To help Helixon (and thousands of other customers) accelerate training, AWS took its learnings from building Inferentia to create AWS Trainium, a chip purpose-built to accelerate ML training. AWS built on its silicon innovation of Inferentia to create state-of-the-art ML services and infrastructure in AWS Trainium, a chip purpose built to accelerate ML training.

ML training is difficult, and sometimes needs more processing than any single server can handle. To distribute training across multiple servers, Trainium-based servers are deployed in EC2 UltraClusters, where tens of thousands of Trainium accelerators are connected with a peta-bit scale non-blocking network. As a result, customers can reduce training times for the most complex of deep-learning models with hundreds of billions of parameters while also reducing infrastructure costs. 

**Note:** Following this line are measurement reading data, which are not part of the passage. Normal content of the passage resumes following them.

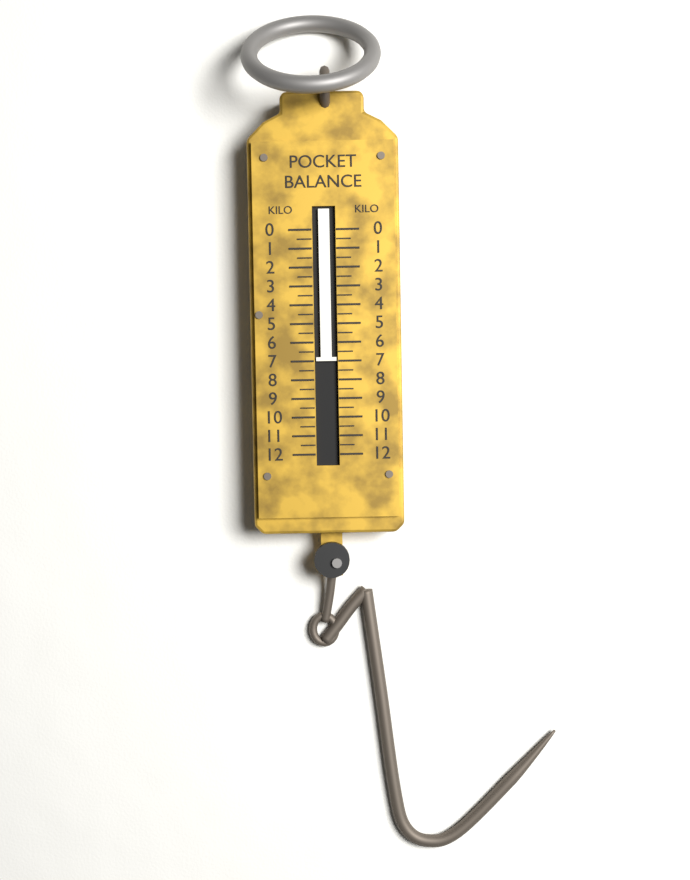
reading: 7.0 kg
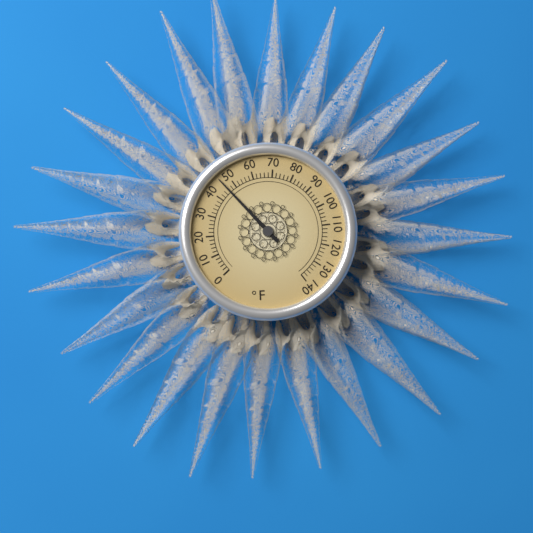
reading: 46 °F
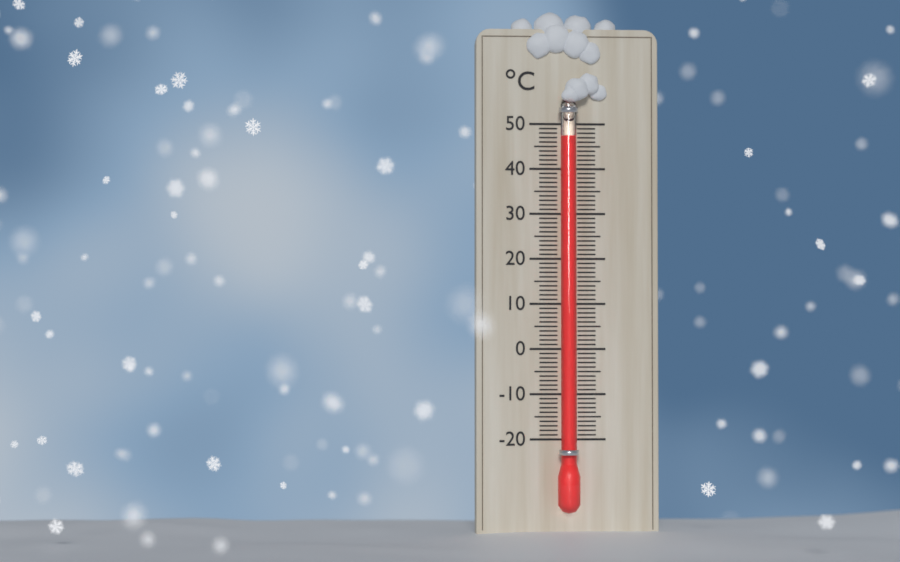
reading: 47 °C
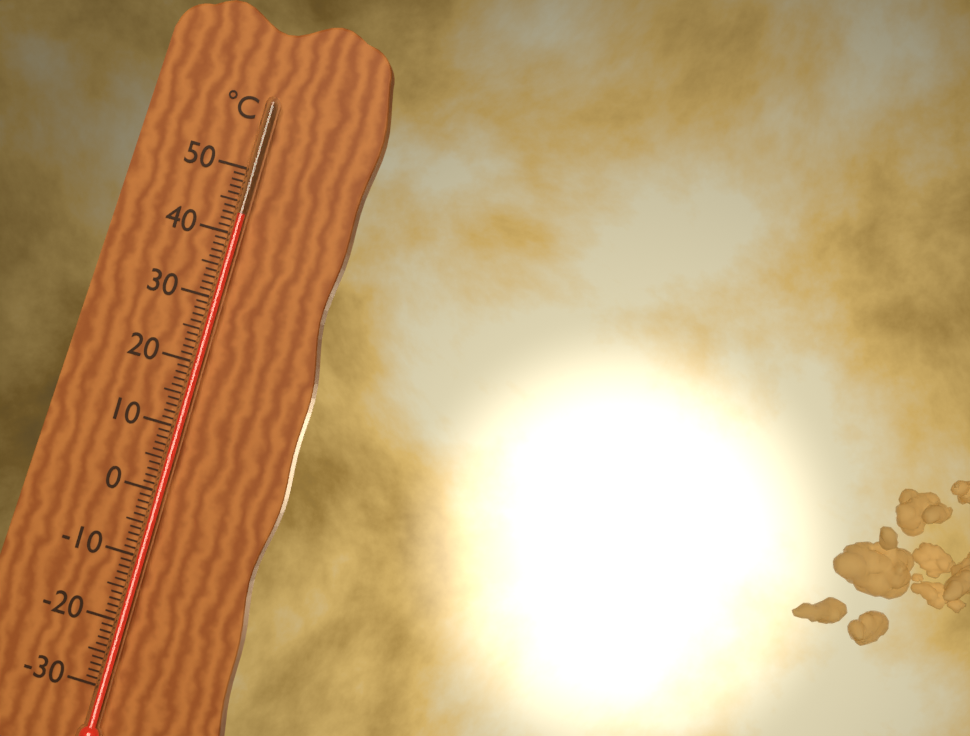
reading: 43 °C
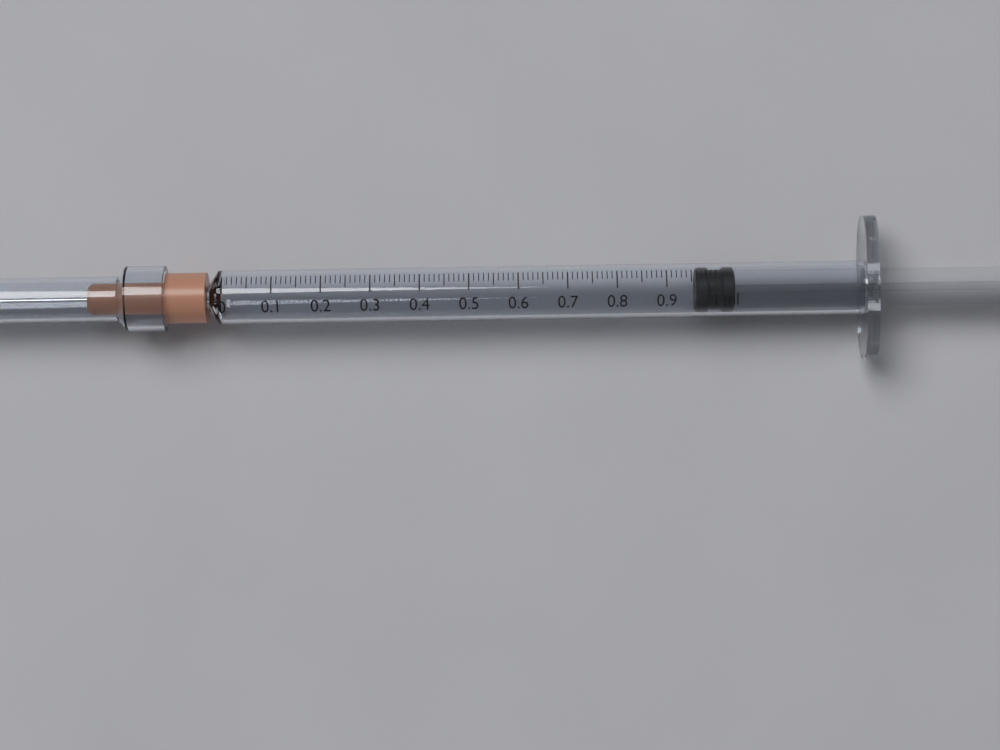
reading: 0.96 ml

Jian Peng says, “We are excited to utilize Amazon EC2 Trn1 instances [Trainium-powered servers] featuring the highest networking bandwidth available in AWS to improve the performance of our distributed training jobs and reduce our model training times, while also reducing our training costs.” 

AWS Trainium also features innovations that address challenges unique to machine learning. Stochastic rounding, for instance, is a probabilistic approach to rounding up or down based on a random number. This method delivers better accuracy over a large number of computations, but is compute-intensive. To solve for this, Trainium adds hardware support for stochastic rounding and unlocks better accuracy and faster training times—up to 20 percent faster for some models. 

In addition, AWS Trainium features several other hardware optimizations to accelerate mathematical operations commonly used in deep-learning training. And for developers who want to define and use their own operators, Trainium has embedded general-purpose processors deep inside its core. This unique feature allows customers to run their custom operators on the Trainium chip without having to move data back and forth to the CPU in the server. 

Purpose-Built for End-to-End Machine Learning

While Inferentia and Trainium each offer unique capabilities, perhaps their greatest strength is the sum of their parts: the two technologies working together to offer a range of innovations in machine learning. With just a few lines of code, developers can extract the full performance and benefits of these novel chips, regardless of the ML frameworks they use. Together, they provide an end-to-end solution to train and deploy ML models across a broad set of application types, such as speech recognition, recommendation, fraud detection, and image and video classification.

Amazon’s own product search engine is an example of an application powered by several ML models. This search engine indexes billions of products, serves billions of customer queries daily, and is one of the most heavily used services in the world. 

“We build models for what we call shopping sessions,” says Trishul Chilimbi, Amazon’s Vice President and Distinguished Scientist who leads Search M5, a team within Amazon Search. “Trainium helps us train the models more efficiently, and then Inferentia allows us to deploy these models to production and run them in real time. We need both pieces of the story to provide a delightful shopping experience for our customers.”

Building advanced ML silicon is part of AWS’s overall commitment to providing customers with the best price performance for their workloads. “Making machine learning accessible for all has always been our goal,” says Dave Brown, VP of Amazon EC2. “Inferentia and Trainium are unlocking a lot of innovation for companies that didn’t have access to powerful and affordable ML hardware. I think we’ll start to see many companies using this technology and creating things we only dreamed of.”

Unlike GPUs, which are built and used for a wide range of applications—like high-performance computing, graphics, and machine learning—AWS has built Inferentia and Trainium for a specific purpose: accelerating machine learning. 

And with this specialization, AWS is helping shape a future where increasingly powerful and sophisticated ML need not come with a hefty price tag.

This story was produced by WIRED Brand Lab for Amazon Web Services.